Reaction varied – some expressed skepticism (“Of course they'd say that the company attorneys don’t want us to file claims …”). Others looked kind of relieved (I suspect I was in this group), while still others simply sighed, shoved their sheets of paper into a trash can or desk drawer, and started to work.

Later, we talked among ourselves about the group reaction to the entire episode. I think some felt embarrassed – I know I did, even as I understood the reasons we all got drawn into this so quickly and so completely.
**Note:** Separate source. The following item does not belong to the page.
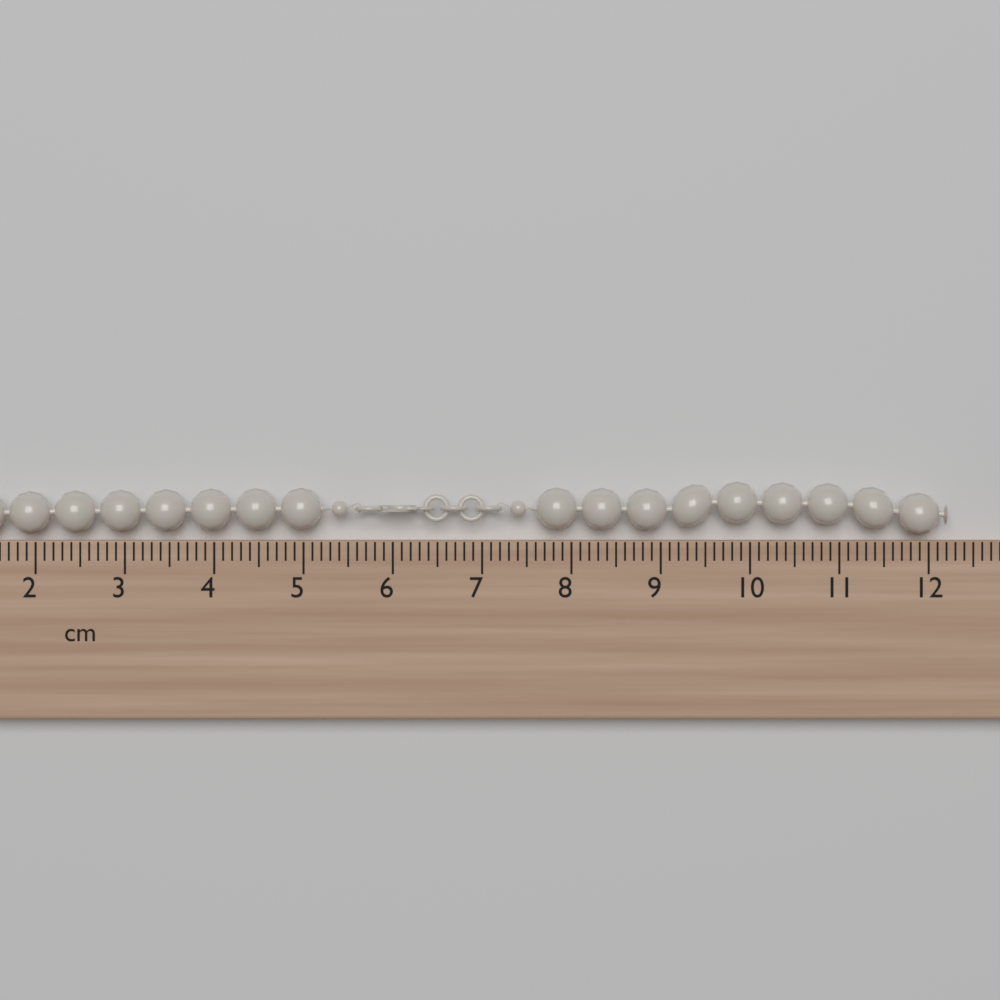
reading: 12.2 cm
I even felt somewhat angry with myself for being duped so easily.

Everyone felt some anger at the circumstances alone that set the stage for this kind of thing.

Thankfully, no one lost any more than an hour or so of work and, perhaps, a little of their dignity.

Wikipedia’s definition of the phrase “flash mob” has some nice parallels with what happened in the Aurora newsroom that day: “… a group of people who assemble … perform an unusual and sometimes seemingly pointless act for a brief time, then disperse.”

It wasn’t exactly a public place, and we didn’t disperse afterward – although we did leave the panicked exercise in futility to return to the evenings tasks. But we certainly did perform an unusual and seemingly pointless act for a brief time.

In retrospect, it was eerily similar to the panicked public reaction to the first radio broadcast of H.G. Wells’ War of the Worlds by Orson Welles’ Mercury Theatre on the Air on Oct. 30, 1938. (click here to listen to the broadcast).

People heard and reacted without waiting to confirm the veracity of that information. There was assumption that it had to be true – or that a course of action had to be followed immediately, just in case it was true.

The rumor mill: Sometimes you feel you can't afford to ignore, but when you do pay attention, it can be a perilous thing.

Ultimately, it's no more than gossip. And before you act on it, you had better verify, verify, verify.